In the sweepstakes for the title the Most Interesting and Accomplished Filmmaker the United States Has Never Heard Of, Dariush Mehrjui has certain obvious advantages. While still in his twenties, the Iranian director made ‘The Cow’ (1969), a film so powerful that it was not only credited with launching Iran’s modern cinema but also, a decade later, made a fan of the Ayatollah Khomeini and thus helped assure that country’s cinema would have a post-revolutionary phase. Cosmopolitan and ever-controversial, Mehrjui has had films banned by the Shah’s regime and the Islamic Republic, and almost surely is the only filmmaker reared a devout Muslim who counts the novelists J.D. Salinger and Saul Bellow as major influences on his work. He’s even made a film of Salinger’s Franny and Zooey, called ‘Pari,’ set in contemporary Iran.
— Godfrey Cheshire, in his beautiful pained tribute to Iranian filmmaker Dariush Mehrjui
In a week of horrifying news, here’s one more. Legendary pioneering director Dariush Mehrjui and his wife, Vahideh Mohammadifar, were stabbed to death in their own home outside of Tehran on Oct. 14. Their daughter Mona found the bodies. So far, there are no suspects. Although, how hard is anyone looking? You know there’s a social media trail. Recently, Vahideh posted on her social media that the couple had been receiving death threats. My thoughts go out to all of their colleagues, family, friends, to Mona. This is tragic and infuriating.
Dariush Merhjui was born in 1939. His 1969 film The Cow put Iranian cinema on the world map (and it’s never had a fallow period ever since, even with a regime in power who does what it can to crush/silence its own artists). As Godfrey mentioned, the Ayotollah Khomeinei liked The Cow and so Mehrjui survived the Revolution, and was “allowed” to keep making films within the nation of Iran (many of his colleagues fled). The Cow was only his second film, I believe, and it struck a chord. For the first time, a film from Iran hit the international film festival circuit, announcing in no uncertain terms that Iran had arrived.
Here is Mehrjui speaking about The Cow, and what it represented in terms of a change in Iranian cinema, and how it opened up new possibilities:
When people talk about various “new waves” in international cinema – there’s a Romanian New Wave going on right now, for example – Iran’s new wave started in 1969 with The Cow.
Mehrjui’s 1975 film The Cycle demonstrates many of the themes interesting Mehrjui. His films incorporate class of course – all Iranian cinema does – and his point of view was bourgeois, middle-class: this, too, was a revelation. His characters move between modernity and tradition, often caught between the two. The great Asghar Farhadi is one of his many heirs.
I came to Mehrjui through his 1996 film Leila, starring Leila Hatami and Ali Mossafa, about a middle class couple struggling with infertility. They are happily married (I love the scene where they watch Lawrence of Arabia, the film reflected in the glass coffee table). They begin fertility treatments but the husband’s mother – like a witch from a fairy tale in the full black chador – puts the pressure on her son to take a second wife. The second wife will bear the children. He won’t divorce Leila, but Leila is now “useless” since her womb doesn’t work. The film is brutal and painful, particularly because Mossara and Hatami, two superb actors, give such a sense of the couple’s happiness and contentment, with or without a child. There are so many unforgettable scenes and moments (the movie in the coffee table, the second wife’s beaded skirt click-clicking as she walks up the stairs, the mother-in-law talking right to the camera – an immovable force).
Mehrjui did many adaptations of Western literature, including his film Sara, a daring adaptation of Henrik Ibsen’s A Doll’s House, starring award-winning actress/director Niki Karimi.
Another film to seek out is The Pear Tree, Golshifteh Farahani’s debut, who has gone on to huge international success (after being banned from appearing in films in Iran). She was a child in The Pear Tree, and a haunting beautiful figure in this Proustian tale, where a young man visits relatives in the country, drawn into the different country rhythms.
Mehrjui was known for bringing Iranian cinema into the modern age. He was often compared to important national figures like Roberto Rossellini, Vittorio de Sica, and Satyajit Ray, directors who brought their countries to the world, who allowed the world to glimpse reality (as seen through their eyes, of course) in ways that were often revelatory. You don’t get to “know” people from reading the headlines. Mehrjui incorporated realism, weaving it together with poetry of image and mood, and was also frank about the everyday lives of Iranian people. He was frank enough his work often ran into trouble with the censors. His example inspired generations of Iranian filmmakers.
This loss is shocking. The way it happened is even more shocking. I’m so furious it’s hard to even pay tribute but I had to mark the passing of one of cinema’s great filmmakers. He was born in 1939. He made it through the revolution, he survived multiple crackdowns, reprisals, repressions, only to be stabbed in his own home. The horror he and his wife must have gone through is unimaginable.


#### What you have to do:
Whenever a line in the data below includes the string "bottom", copy it out.

───── Provided data ─────

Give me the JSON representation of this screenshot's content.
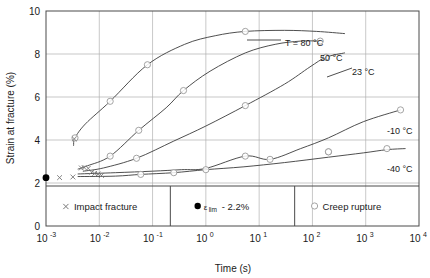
{
  "chart_data": {
    "type": "line",
    "title": "",
    "xlabel": "Time (s)",
    "ylabel": "Strain at fracture (%)",
    "xscale": "log",
    "xlim": [
      0.001,
      10000
    ],
    "ylim": [
      0,
      10
    ],
    "grid": true,
    "xticks": [
      "10-3",
      "10-2",
      "10-1",
      "100",
      "101",
      "102",
      "103",
      "104"
    ],
    "xtick_mantissas": [
      "10",
      "10",
      "10",
      "10",
      "10",
      "10",
      "10",
      "10"
    ],
    "xtick_exponents": [
      "-3",
      "-2",
      "-1",
      "0",
      "1",
      "2",
      "3",
      "4"
    ],
    "yticks": [
      "0",
      "2",
      "4",
      "6",
      "8",
      "10"
    ],
    "legend_position": "inside-bottom",
    "series": [
      {
        "name": "T = 80 °C",
        "label": "T = 80 °C",
        "x": [
          0.0033,
          0.0035,
          0.0055,
          0.016,
          0.08,
          0.4,
          1.5,
          5.5,
          30,
          120,
          400
        ],
        "y": [
          3.75,
          4.1,
          4.75,
          5.8,
          7.5,
          8.45,
          8.85,
          9.05,
          9.1,
          9.05,
          8.95
        ],
        "markers_x": [
          0.0035,
          0.016,
          0.08,
          5.5
        ],
        "markers_y": [
          4.1,
          5.8,
          7.5,
          9.05
        ],
        "marker": "circle-open"
      },
      {
        "name": "50 °C",
        "label": "50 °C",
        "x": [
          0.004,
          0.006,
          0.016,
          0.055,
          0.18,
          0.38,
          1.2,
          5.5,
          20,
          60,
          140
        ],
        "y": [
          2.65,
          2.8,
          3.25,
          4.45,
          5.5,
          6.3,
          7.2,
          8.05,
          8.45,
          8.6,
          8.6
        ],
        "markers_x": [
          0.016,
          0.055,
          0.38,
          140
        ],
        "markers_y": [
          3.25,
          4.45,
          6.3,
          8.6
        ],
        "marker": "circle-open"
      },
      {
        "name": "23 °C",
        "label": "23 °C",
        "x": [
          0.005,
          0.012,
          0.05,
          0.25,
          1.0,
          5.5,
          30,
          90,
          180,
          400
        ],
        "y": [
          2.55,
          2.7,
          3.15,
          3.95,
          4.65,
          5.6,
          6.6,
          7.4,
          7.85,
          8.05
        ],
        "markers_x": [
          0.05,
          5.5,
          180
        ],
        "markers_y": [
          3.15,
          5.6,
          7.85
        ],
        "marker": "circle-open"
      },
      {
        "name": "-10 °C",
        "label": "-10 °C",
        "x": [
          0.004,
          0.02,
          0.1,
          0.35,
          1.0,
          5.5,
          16,
          60,
          200,
          900,
          4500
        ],
        "y": [
          2.42,
          2.48,
          2.55,
          2.62,
          2.68,
          3.25,
          3.1,
          3.6,
          4.1,
          4.85,
          5.4
        ],
        "markers_x": [
          5.5,
          16,
          200,
          4500
        ],
        "markers_y": [
          3.25,
          3.1,
          3.45,
          5.4
        ],
        "marker": "circle-open"
      },
      {
        "name": "-40 °C",
        "label": "-40 °C",
        "x": [
          0.004,
          0.02,
          0.06,
          0.25,
          1.0,
          5.0,
          30,
          200,
          900,
          2500,
          5500
        ],
        "y": [
          2.3,
          2.32,
          2.4,
          2.48,
          2.62,
          2.75,
          2.95,
          3.2,
          3.4,
          3.55,
          3.6
        ],
        "markers_x": [
          0.06,
          0.25,
          1.0,
          200,
          2500
        ],
        "markers_y": [
          2.4,
          2.48,
          2.62,
          3.45,
          3.6
        ],
        "marker": "circle-open"
      }
    ],
    "impact_fracture_points": {
      "x": [
        0.0018,
        0.0032,
        0.0034,
        0.0046,
        0.0052,
        0.0062,
        0.0072,
        0.0082,
        0.0095,
        0.011
      ],
      "y": [
        2.25,
        2.28,
        4.05,
        2.7,
        2.72,
        2.68,
        2.5,
        2.45,
        2.42,
        2.35
      ]
    },
    "eps_lim_point": {
      "x": 0.001,
      "y": 2.25
    }
  },
  "legend": {
    "items": [
      {
        "marker": "x-cross",
        "label": "Impact fracture"
      },
      {
        "marker": "filled-dot",
        "symbol": "ε",
        "subscript": "lim",
        "label": "- 2.2%"
      },
      {
        "marker": "circle-open",
        "label": "Creep  rupture"
      }
    ]
  },
  "colors": {
    "curve": "#3b3b3b",
    "grid": "#b0b0b0",
    "axis": "#4a4a4a",
    "text": "#1a1a1a",
    "marker_edge": "#9a9a9a",
    "dot_fill": "#000000"
  }
}
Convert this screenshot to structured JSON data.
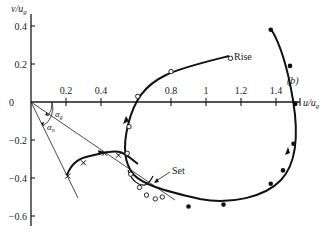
{
  "figure": {
    "panel_label": "(b)",
    "x_axis": {
      "label": "u/u",
      "label_sub": "g",
      "ticks": [
        {
          "value": 0.2,
          "label": "0.2"
        },
        {
          "value": 0.4,
          "label": "0.4"
        },
        {
          "value": 0.8,
          "label": "0.8"
        },
        {
          "value": 1.0,
          "label": "1"
        },
        {
          "value": 1.2,
          "label": "1.2"
        },
        {
          "value": 1.4,
          "label": "1.4"
        }
      ],
      "range": [
        0,
        1.55
      ]
    },
    "y_axis": {
      "label": "v/u",
      "label_sub": "g",
      "ticks": [
        {
          "value": 0.4,
          "label": "0.4"
        },
        {
          "value": 0.2,
          "label": "0.2"
        },
        {
          "value": 0,
          "label": "0"
        },
        {
          "value": -0.2,
          "label": "−0.2"
        },
        {
          "value": -0.4,
          "label": "−0.4"
        },
        {
          "value": -0.6,
          "label": "−0.6"
        }
      ],
      "range": [
        -0.7,
        0.45
      ]
    },
    "annotations": {
      "rise": "Rise",
      "set": "Set",
      "alpha_g": "α",
      "alpha_g_sub": "g",
      "alpha_n": "α",
      "alpha_n_sub": "n"
    },
    "hodograph_open": [
      [
        1.14,
        0.23
      ],
      [
        0.8,
        0.16
      ],
      [
        0.61,
        0.03
      ],
      [
        0.56,
        -0.13
      ],
      [
        0.55,
        -0.27
      ],
      [
        0.57,
        -0.38
      ],
      [
        0.62,
        -0.45
      ],
      [
        0.66,
        -0.49
      ],
      [
        0.71,
        -0.51
      ],
      [
        0.75,
        -0.5
      ]
    ],
    "hodograph_filled": [
      [
        1.37,
        0.38
      ],
      [
        1.48,
        0.19
      ],
      [
        1.51,
        -0.01
      ],
      [
        1.5,
        -0.22
      ],
      [
        1.44,
        -0.36
      ],
      [
        1.37,
        -0.43
      ],
      [
        1.1,
        -0.54
      ],
      [
        0.9,
        -0.55
      ]
    ],
    "hodograph_cross": [
      [
        0.21,
        -0.39
      ],
      [
        0.3,
        -0.32
      ],
      [
        0.42,
        -0.27
      ],
      [
        0.5,
        -0.28
      ]
    ]
  }
}
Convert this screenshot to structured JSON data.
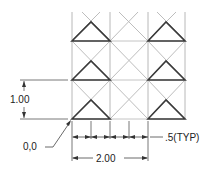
{
  "drawing": {
    "title": "Triangle pattern layout with dimensions",
    "colors": {
      "background": "#ffffff",
      "grid_line": "#b8b8b8",
      "diagonal_line": "#bdbdbd",
      "triangle_line": "#3a3a3a",
      "dimension_line": "#333333",
      "text": "#222222"
    },
    "grid": {
      "columns": 3,
      "rows": 3,
      "origin_label": "0,0"
    },
    "dimensions": {
      "vertical": {
        "value": "1.00"
      },
      "horizontal_total": {
        "value": "2.00"
      },
      "horizontal_step": {
        "value": ".5(TYP)"
      }
    },
    "origin_label": "0,0"
  }
}
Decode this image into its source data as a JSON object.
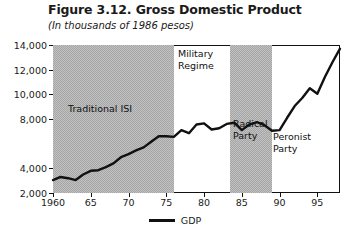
{
  "title": "Figure 3.12. Gross Domestic Product",
  "subtitle": "(In thousands of 1986 pesos)",
  "legend": {
    "label": "GDP"
  },
  "bands": [
    {
      "label": "Traditional ISI",
      "start": 1960,
      "end": 1976,
      "shaded": true
    },
    {
      "label": "Military\nRegime",
      "start": 1976,
      "end": 1983.5,
      "shaded": false
    },
    {
      "label": "Radical\nParty",
      "start": 1983.5,
      "end": 1989,
      "shaded": true
    },
    {
      "label": "Peronist\nParty",
      "start": 1989,
      "end": 1998,
      "shaded": false
    }
  ],
  "colors": {
    "line": "#111111",
    "band_shaded": "#a6a6a6",
    "band_plain": "#ffffff",
    "frame": "#111111"
  },
  "chart_data": {
    "type": "line",
    "title": "Figure 3.12. Gross Domestic Product",
    "subtitle": "(In thousands of 1986 pesos)",
    "xlabel": "",
    "ylabel": "",
    "xlim": [
      1960,
      1998
    ],
    "ylim": [
      2000,
      14000
    ],
    "grid": false,
    "legend_position": "bottom-center",
    "yticks": [
      2000,
      4000,
      8000,
      10000,
      12000,
      14000
    ],
    "ytick_labels": [
      "2,000",
      "4,000",
      "8,000",
      "10,000",
      "12,000",
      "14,000"
    ],
    "xticks": [
      1960,
      1965,
      1970,
      1975,
      1980,
      1985,
      1990,
      1995
    ],
    "xtick_labels": [
      "1960",
      "65",
      "70",
      "75",
      "80",
      "85",
      "90",
      "95"
    ],
    "series": [
      {
        "name": "GDP",
        "x": [
          1960,
          1961,
          1962,
          1963,
          1964,
          1965,
          1966,
          1967,
          1968,
          1969,
          1970,
          1971,
          1972,
          1973,
          1974,
          1975,
          1976,
          1977,
          1978,
          1979,
          1980,
          1981,
          1982,
          1983,
          1984,
          1985,
          1986,
          1987,
          1988,
          1989,
          1990,
          1991,
          1992,
          1993,
          1994,
          1995,
          1996,
          1997,
          1998
        ],
        "values": [
          3050,
          3300,
          3200,
          3050,
          3500,
          3800,
          3850,
          4100,
          4400,
          4900,
          5150,
          5450,
          5700,
          6150,
          6600,
          6600,
          6550,
          7100,
          6850,
          7550,
          7650,
          7150,
          7250,
          7600,
          7700,
          7100,
          7550,
          7750,
          7500,
          7050,
          7100,
          8100,
          9050,
          9700,
          10500,
          10050,
          11400,
          12600,
          13700
        ]
      }
    ],
    "annotations": [
      {
        "text": "Traditional ISI",
        "x_range": [
          1960,
          1976
        ]
      },
      {
        "text": "Military Regime",
        "x_range": [
          1976,
          1983.5
        ]
      },
      {
        "text": "Radical Party",
        "x_range": [
          1983.5,
          1989
        ]
      },
      {
        "text": "Peronist Party",
        "x_range": [
          1989,
          1998
        ]
      }
    ]
  }
}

─────

#### Answer box:
    "legend_position": "inside-bottom",
    "legend_position": "bottom-center",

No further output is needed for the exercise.